It’s high
time I wrote something about books, I suppose.
As a child
or even teenager I would have said books were my life, because they were an
escape into other worlds and other lives; though I didn't always understand
why, I knew fictional stories provoked me and moved me in ways that were
mysterious. They taught me about the world, about the self, about relationships
and meaningful things.
As a college
student I would have said books were my life, because I had chosen to study
them full time, to learn why they
moved me in such ways, to learn the wonderful nuances of literary style and
theory. Whereas before the words would overpower me in beautiful ways, like
closing your eyes while the water breaks over, I could now sit with other like-minded
people, sharers of a passion, and analyze how and why the author wrote such
words. I could learn the heartache and poignancy of narrative and still
appreciate its abstraction, or pull it apart like a science experiment and get
to its inner meaning.
As a working
adult I can say books are my life, because they are my field. I get up each
morning and drive to a wonderful place where I can talk about books and teach
young teens to appreciate them in ways they maybe haven’t before. I can spark a
discussion about the object of my passion – books – and allow students to
surprise themselves and each other with how powerful and heartbreaking and
humorous and relevant and downright enjoyable books can be. I can feel them get
the creeps from Edgar Allan Poe, or listen to them defend the dignity of Hester
Prynne, or debate the ethical characteristics of Jay Gatsby, or question
existence alongside Hamlet. I can see the moment – however brief – when they
catch themselves emotionally resonating with a fictional character, or suddenly
understanding the message an author pleads with every sentence.
Books have
made up my life, and here are some of my favorite moments with them:
As a small
boy, listening to my mother read me The
Mitten by Jan Brett and wondering if the animals remained friends after
their shared home in the mitten was destroyed.
Discovering
Harry Potter at the age of eleven, and spending the next thirteen years after
that that losing myself time after time in Rowling’s world – whether that be
running home on a new release date to lock myself in my room and not leave
until the book was finished, or reading The
Prisoner of Azkaban during the 2000 Summer Olympics Opening Ceremony in
Sydney (I had reached the climax in the Shrieking Shack, and kept running breathlessly
in and out of the living room to watch the ceremony on TV). Although I love
many books, I love none of them in the same way as Harry, for I grew up with
him.
Glancing at
my older brother’s illustrated edition of Lord
of the Rings when I was twelve, and deciding to venture into Middle Earth.
Spending the
summer of my sixteenth year escaping into Narnia.
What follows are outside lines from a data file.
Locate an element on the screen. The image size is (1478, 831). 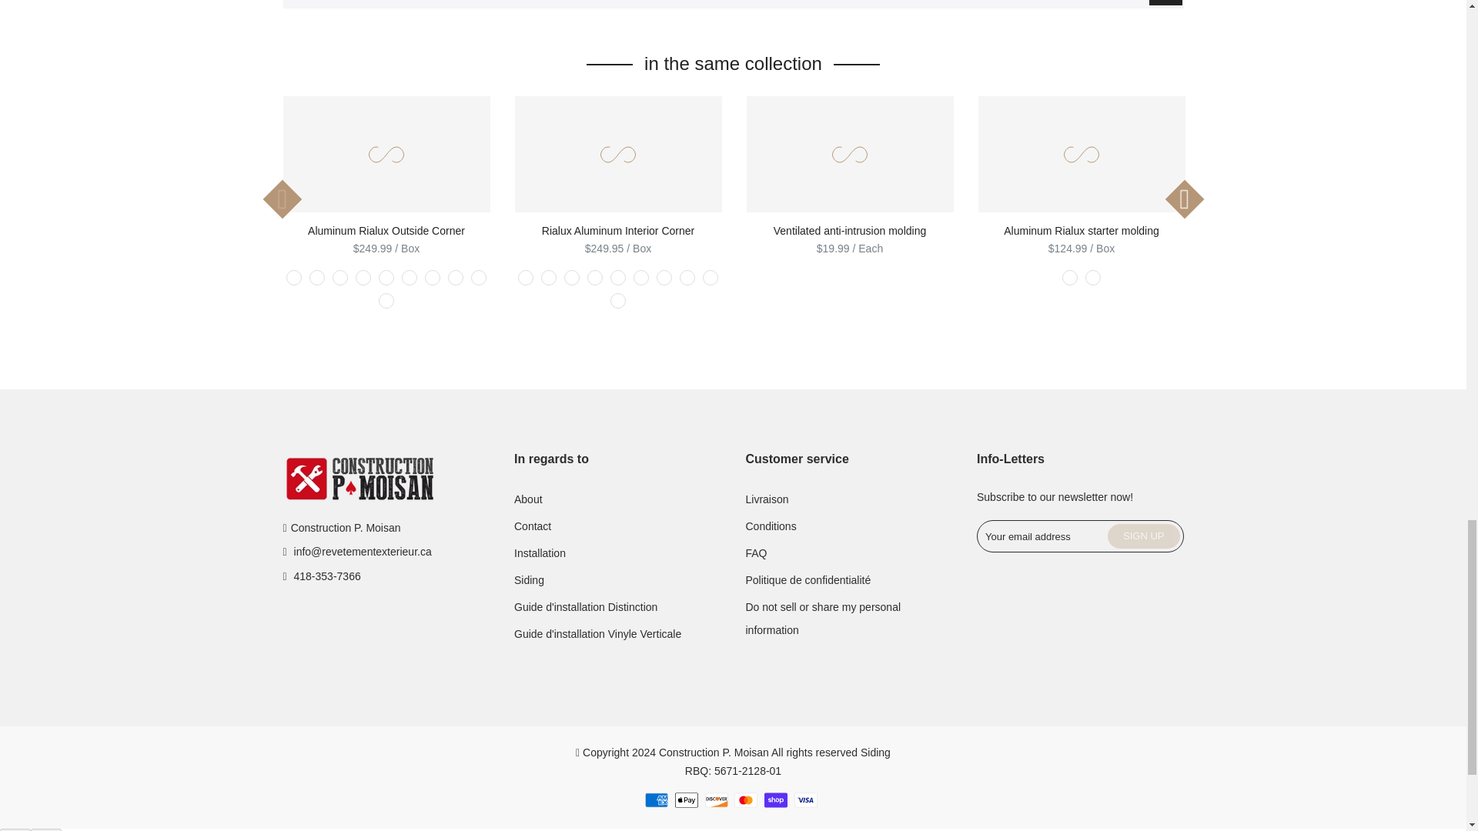
Discover is located at coordinates (716, 801).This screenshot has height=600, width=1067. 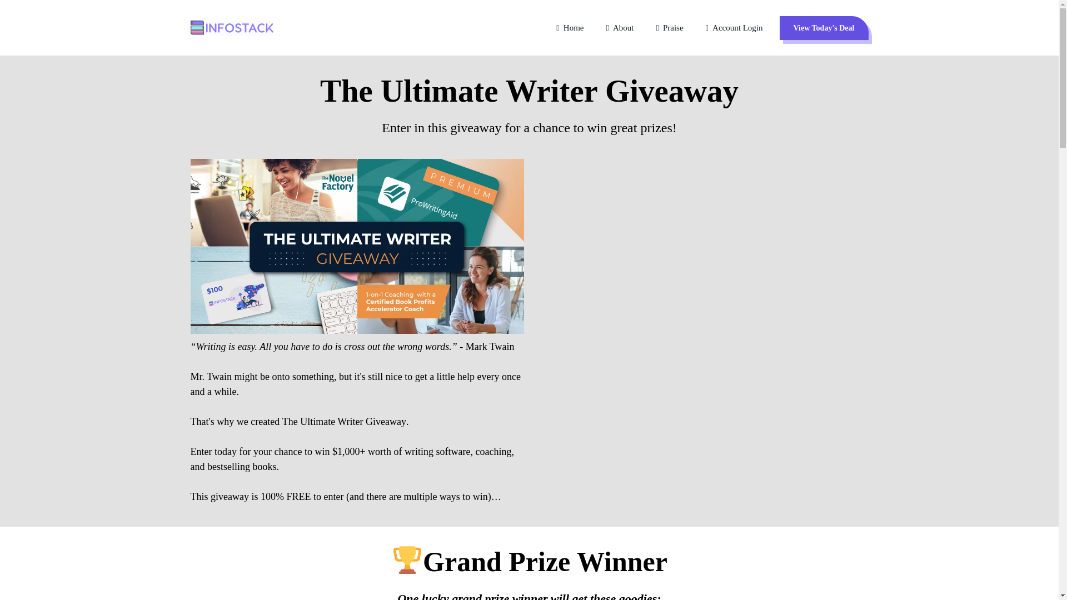 I want to click on Account Login, so click(x=733, y=31).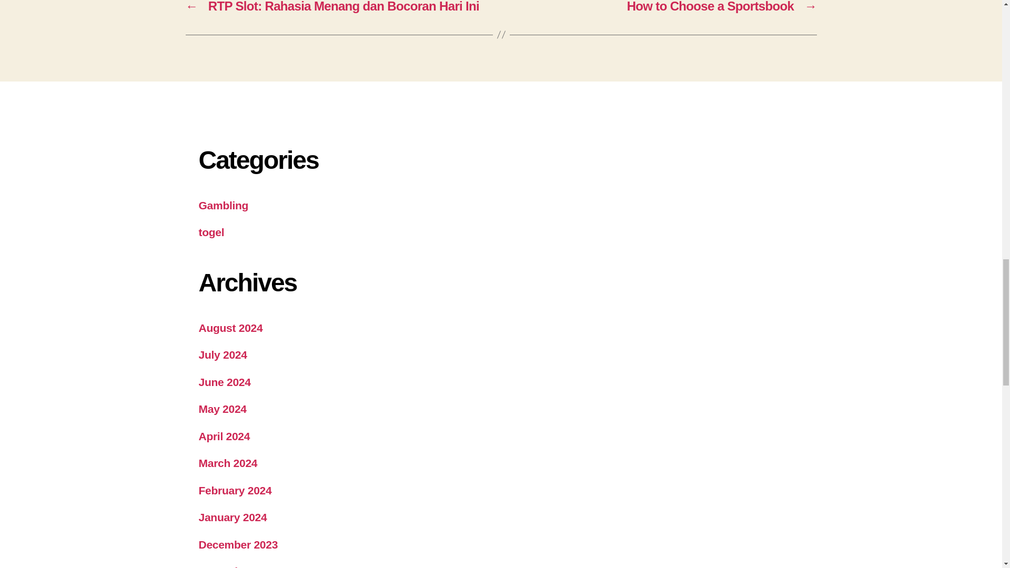 Image resolution: width=1010 pixels, height=568 pixels. What do you see at coordinates (235, 490) in the screenshot?
I see `February 2024` at bounding box center [235, 490].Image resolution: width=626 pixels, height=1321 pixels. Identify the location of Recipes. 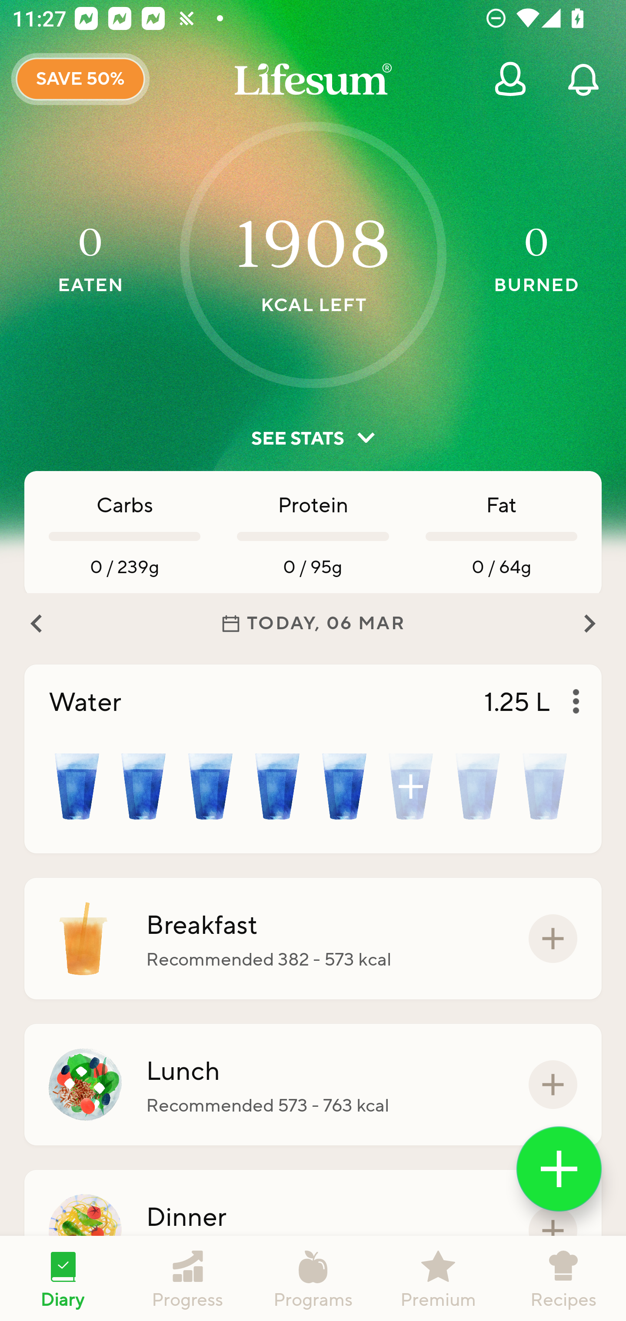
(563, 1279).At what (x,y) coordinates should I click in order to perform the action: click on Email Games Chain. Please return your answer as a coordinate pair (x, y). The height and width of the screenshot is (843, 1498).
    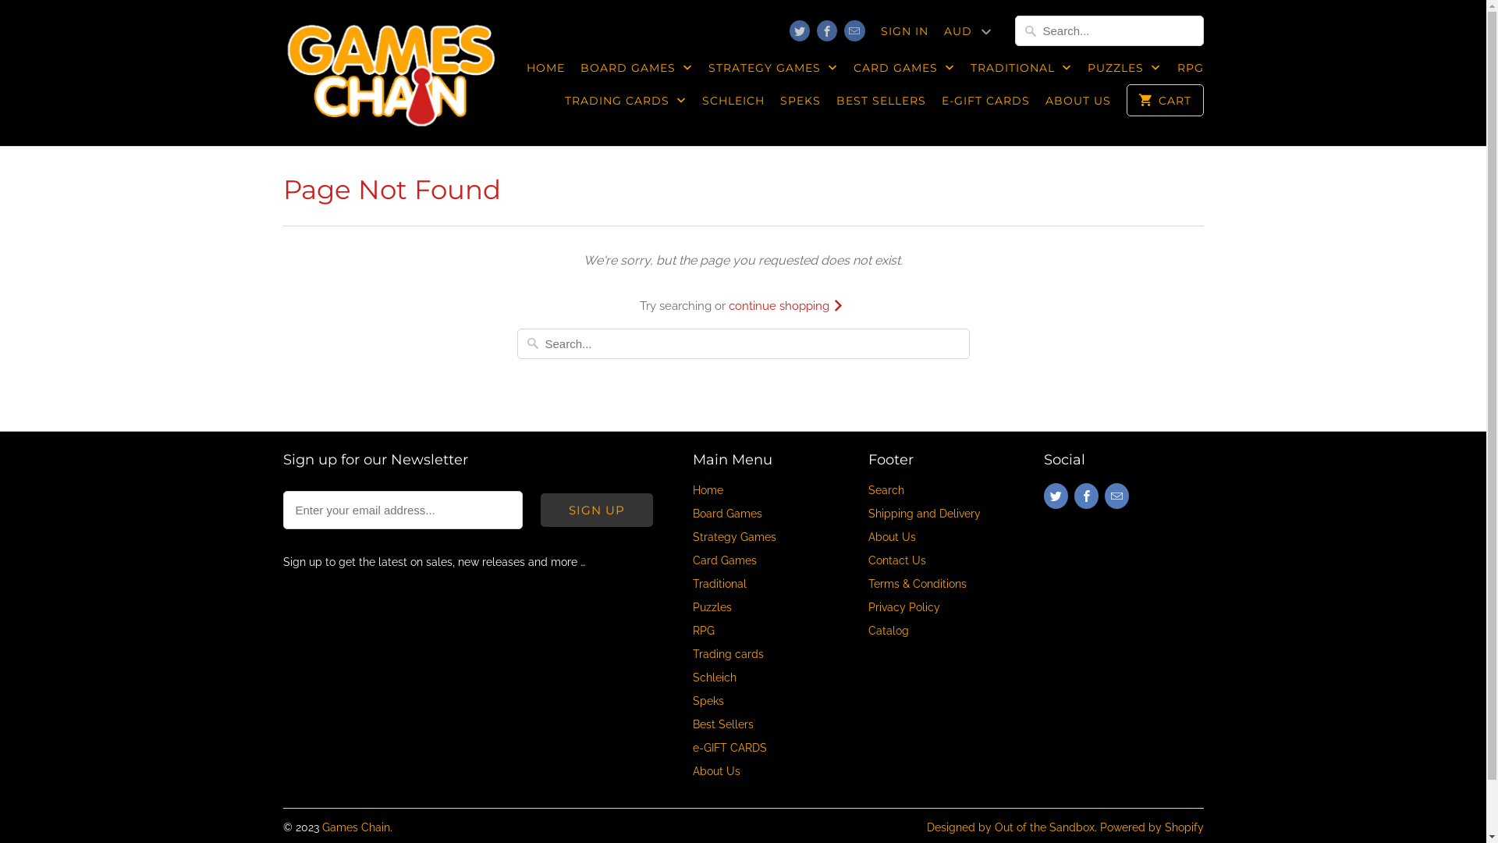
    Looking at the image, I should click on (1117, 496). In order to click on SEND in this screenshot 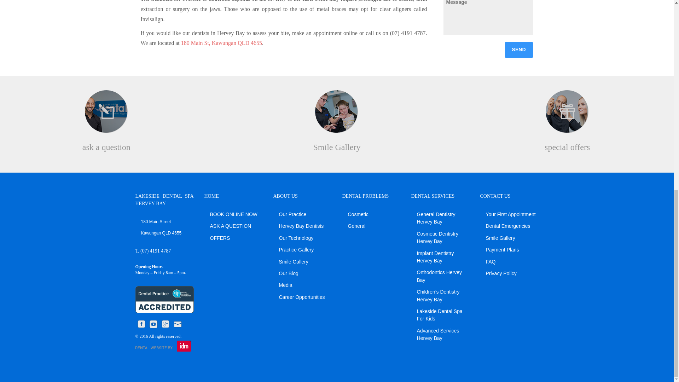, I will do `click(518, 49)`.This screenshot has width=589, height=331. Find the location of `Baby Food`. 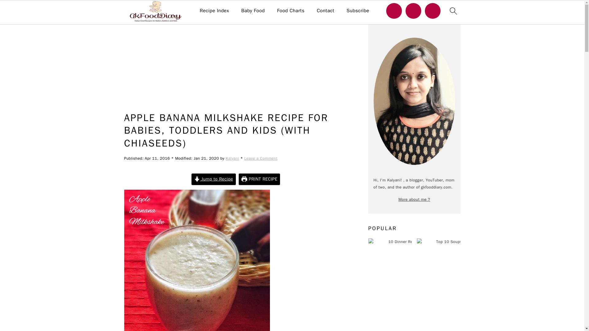

Baby Food is located at coordinates (253, 11).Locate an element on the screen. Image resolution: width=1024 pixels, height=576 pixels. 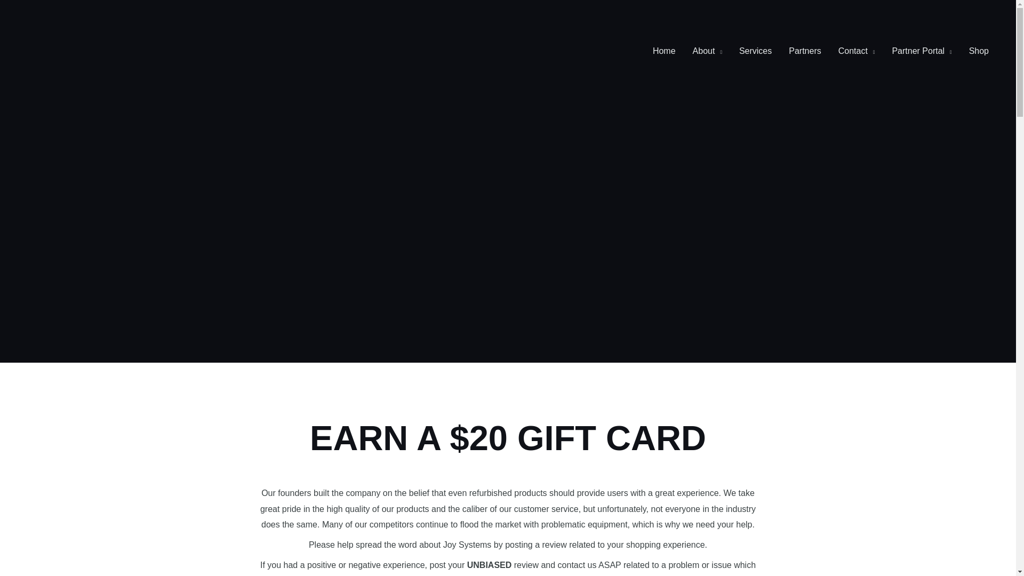
About is located at coordinates (708, 51).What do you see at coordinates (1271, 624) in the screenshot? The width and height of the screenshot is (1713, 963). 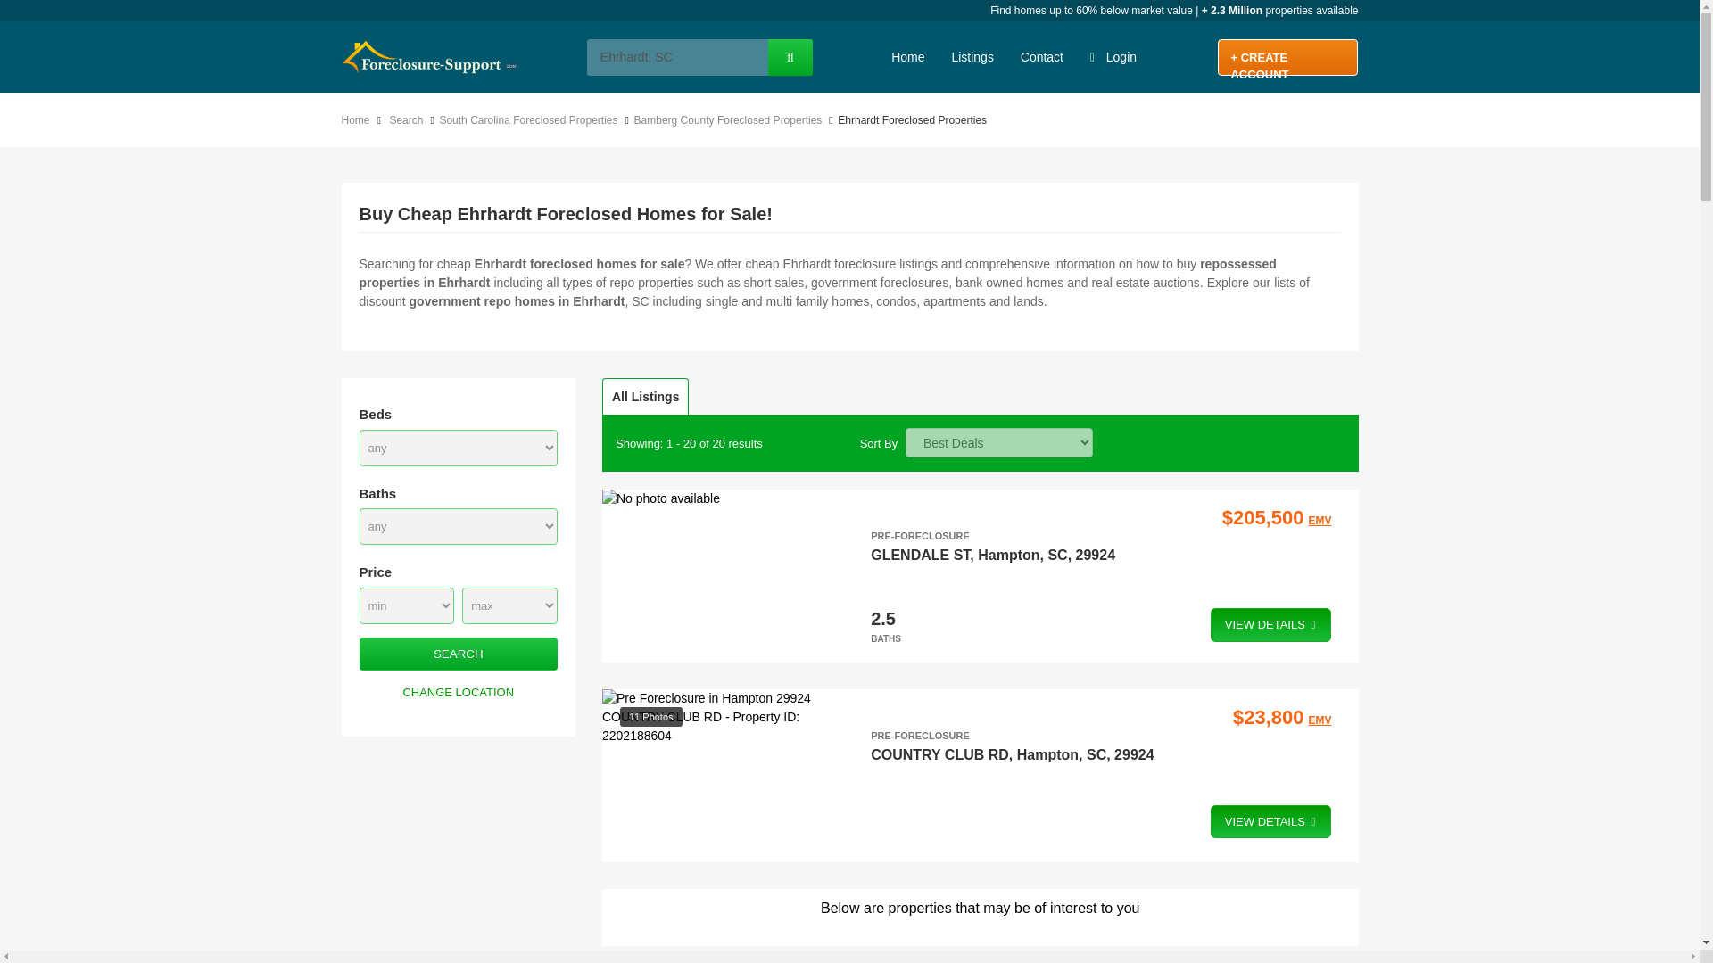 I see `VIEW DETAILS` at bounding box center [1271, 624]. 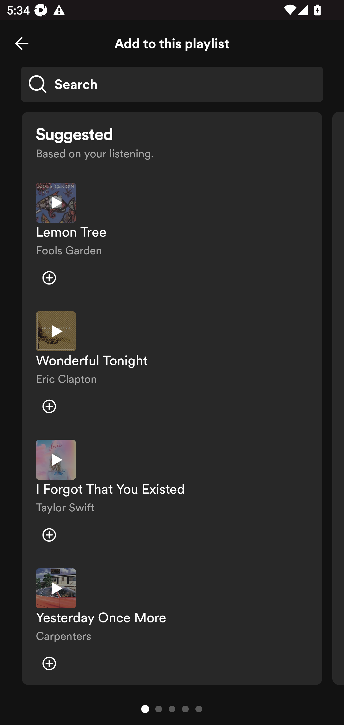 I want to click on Play preview Lemon Tree Fools Garden Add item, so click(x=172, y=240).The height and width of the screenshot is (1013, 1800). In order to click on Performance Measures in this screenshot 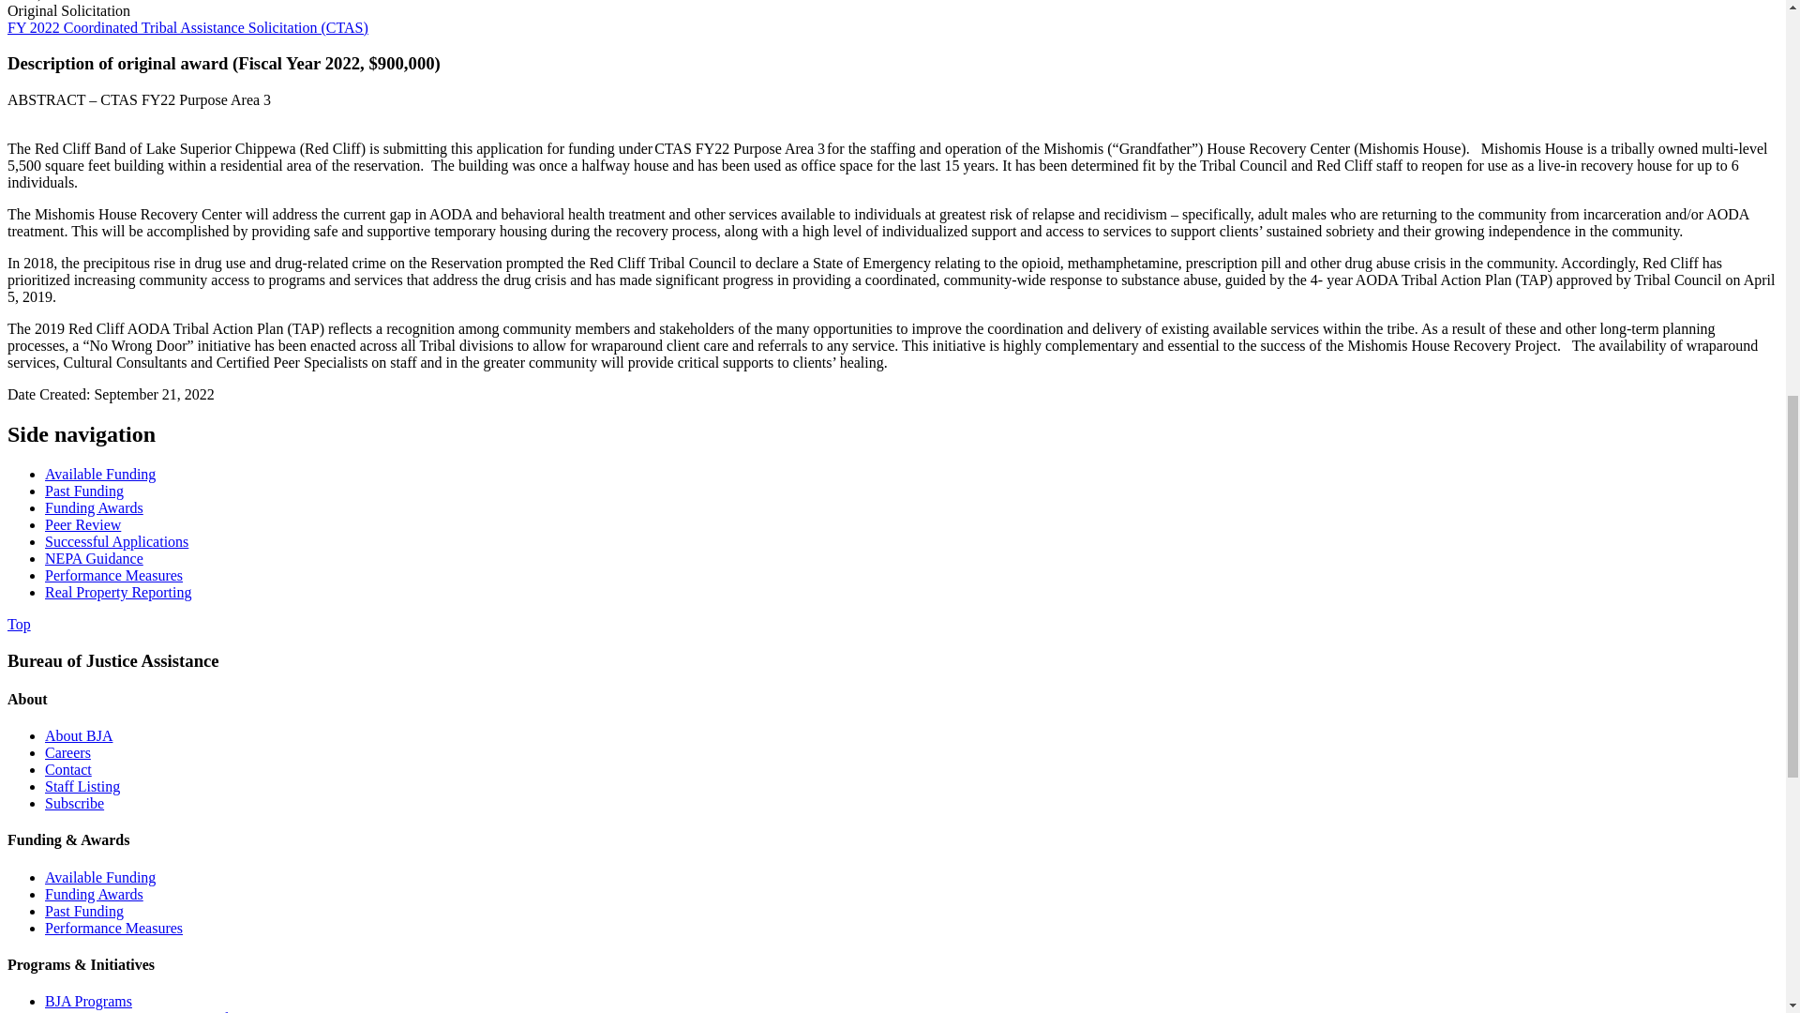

Reading The Adventures of Huckleberry Finn for
the first time in a hole-in-the-wall diner on the side of I-79 with a cup of
bad coffee and a slice of decent apple pie.
Deliberately
making myself close the cover of Jonathan
Strange & Mr. Norrell because I was afraid of finishing it too fast; I
chose instead to live inside the book for several weeks to prolong the experience.
Finding
myself more emotionally moved by Marilyn Robinson’s Gilead and Wendell Berry’s Jayber
Crow than any film I had ever seen.
Discovering
on several sunlit afternoons that C.S. Lewis was a kindred spirit of mine – a lover
of the same literature, a sharer of the same humor, and the possessor of a
beautiful perspective on Christianity that I still long for.
Sitting in
my dorm room after finishing Absalom,
Absalom! by William Faulkner, feeling like I was just hit by a ton of
bricks, and marveling that someone could manipulate and contort language in
such a way.
Reading
Charles Dickens on the train to and from graduate school, and stopping every so
often to people-watch.
Only picking
up Cry the Beloved Country because I
was slated to teach it, but finding instead that I had never read more
beautiful or lyrical prose.
These
moments are mere glimpses at a lifetime of years loving and pursuing books –
and I hope the endeavor continues until my eyes are too old and dim to make out
the letters. People often ask me for suggested books, or what might be my
favorite book? But you know already that this is an impossible question, that
to give an answer would be the same as selecting one beloved child over others,
or selecting a single friend to join me at the end of the world. It can’t be
done.
Books are my
life. And I wouldn't have it any other way.
One of the little nagging regrets I have about college was not getting into a more in-depth discussion about H Potts with you when you gave me a lift out to Messiah over short break during sophomore year. However, if you had told me you loved that series more than Chronicles, it would have gotten rather animated, even though I hadn't slept at all the night before we drove back to GCC.